City Lit’s The Virginian bring the classic western to the stage

Photo by Steve Graue

If you are old enough (and I feel absolutely ancient some days), you might recall watching an NBC TV show called “The Virginian.” Based on a novel by Owen Wister that had already spawned several movies, the series about a ranch in Montana run by a displaced Virginian cowboy ran nine seasons. Now, the latest incarnation of Wister’s classic western comes from City Lit Theatre. L.C. Bernadine and Spencer Huffman’s adaptation may feel choppy or rushed in places, but overall this cleverly done Terry McCabe-directed production works as a fine example of a genre one does not often get to see on stage.

Wister’s 1902 novel, in many ways, established the kind of cowboys that we have become familiar with in the 120 years since and influenced later western novelists like Louis L’Amour and Zane Grey. This new adaptation is pretty faithful to the book and, for better or worse, packs a lot into its roughly two hour run-time. From the opening scenes introducing the never-named Virginian, Robert Hunter Bry’s character feels different from his fellow ranchers in more than accent. While capable of scheming (the first thing we see him do is con a fellow traveler out of his reserved bed), the Virginian is basically a stand-up guy, as we see in an early sequence in which he calls out Ben Auxier’s Trampas, the “bad guy” of the novel and play. (When Trampas calls him a son of a bitch for this, the Virginian responds, “When you call me that…smile,” the first usage of that line in fiction history.)

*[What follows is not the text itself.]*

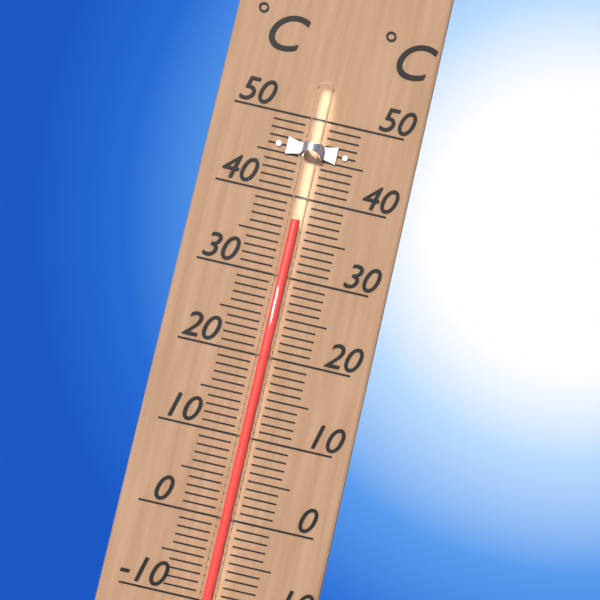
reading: 37 °C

Bry is excellent as the stoic and somewhat enigmatic title character (two more characteristics that Wister contributed to the cowboy archetype). His straightforward, calm demeanor contrasts not only with Trampas but with just about all of the other men he works with. He seems more comfortable in quiet scenes with the ranch’s owner, Judge Taylor (Varris Holmes) than joking with the boys, and sense from the outset that he is much more honorable than most. When Falstreau’s Molly Wood comes to town and Trampas and the others make fun of her, the Virginian puts a stop to it immediately (a thing that does not go unnoticed by the young transplanted Vermont woman, as she relates after they start seeing each other).

Falstreau brings a strength of her own to her role of a woman who believes in her calling and wants to bring some culture to the Wild West. Despite the chemistry that develops between Molly and the Virginian, it is clear that she did not come all that way to meet a rugged man (no matter what her mother and aunt back East—played by Hilary Hensler and Marssie Mencotti, who seems to be channeling Estelle Getty in “Golden Girls”—might think. In fact, her independence causes her to rebuff his (tentative) advances for a long time…despite continued and overt matchmaking by the judge’s wife (a wonderful Andie Dae).

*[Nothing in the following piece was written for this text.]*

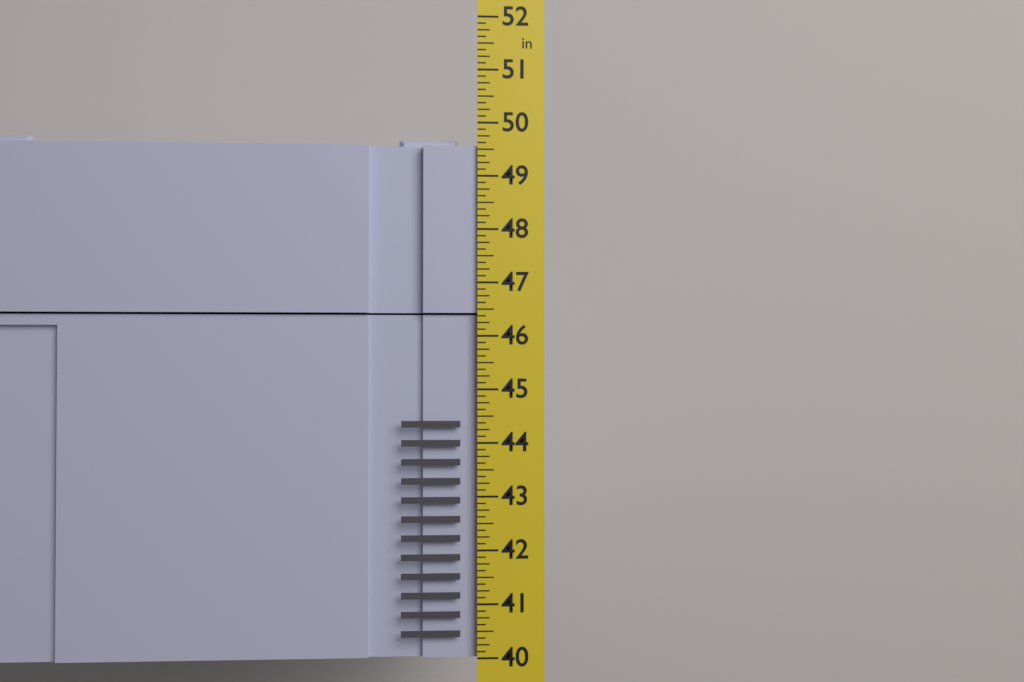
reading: 49.750 in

This story is not as obviously black and white as many westerns came to be; there are many shades of gray here. Among the likable characters who fall under Trampas’ bad influence are David Fink’s Shorty, an uneducated and too-easily manipulable ranch hand with a powerful affection for animals—especially his longtime horse, portrayed by one of the clever puppets designed by the Puppet Company—and Aaron Sarka’s Steve, an erstwhile friend of the Virginian who finds himself on the wrong side of the law. But even that bad influence itself stems from Trampas’ anger at the innate unfairness of a system that sees owners get rich while workers struggle, an oddly modern-sounding sentiment that has clear parallels to today.

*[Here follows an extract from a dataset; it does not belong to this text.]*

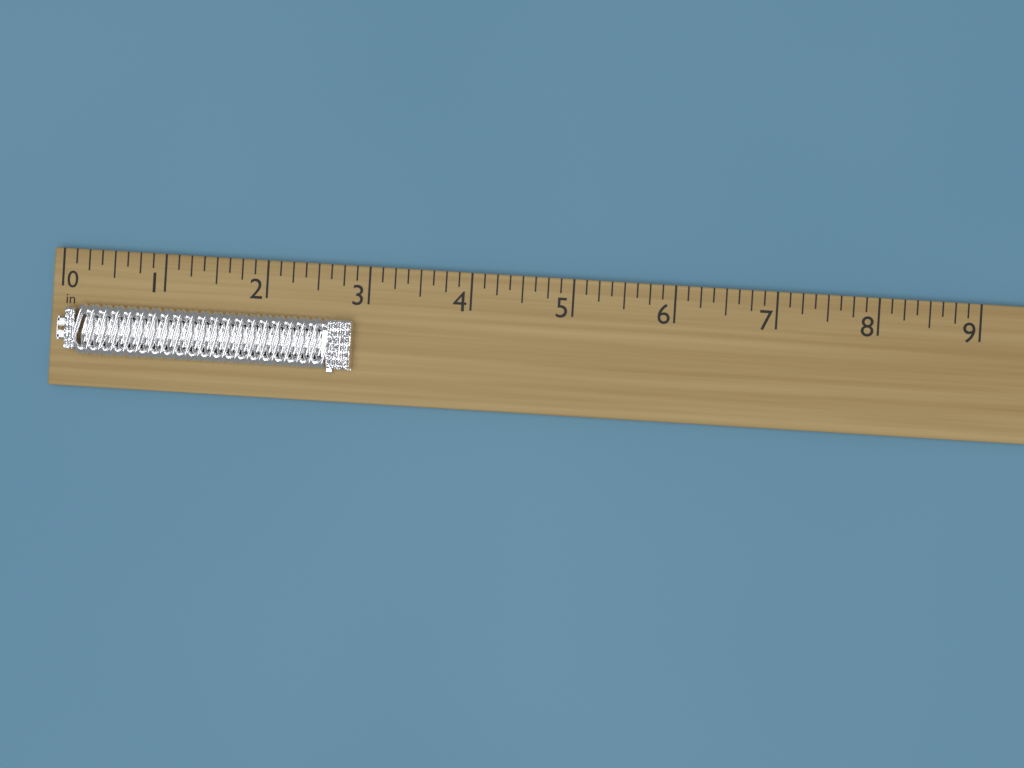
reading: 2.875 in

McCabe’s direction is quick-paced and clear. Aided by live underscoring from Kelsey Vandervall and Liz Cooper’s lighting, he sets a mood easily and maintains it well. Ray Toler’s set bends and folds and unfolds in multiple ways, allowing many different locations to live on a small stage. (The choreography of all of the set changes must have taken significant rehearsal time by itself.) This is a good-looking play as much as it is a well-acted one.

This is not to say, though, that it doesn’t have problems. One of the most awkward issues stems from those otherwise magnificent horse puppets. A scene in which Molly discovers the Virginian lying shot on a mountainside ends up requiring far too many seconds of dimmed lights and actors’ struggles to get both onto horses, and although it is indeed a marvelous visual once it is accomplished, it seems hardly worth it for the one-line flash of a moment that follows. At other times, the condensing of a complicated plot—necessitated by the adaptation from page to stage—causes confusion about how or why something is happening. Trampas, for example, goes from clear-headed, ego-driven nastiness to drunken idiocy seemingly from one moment to the next as he calls out the Virginian for an act that, it is strongly implied, he did.

These peccadillos aside, though City Lit’s The Virginian is an enjoyable and well-executed piece of theatre. It runs through February 20, and tickets are available at city lit.org.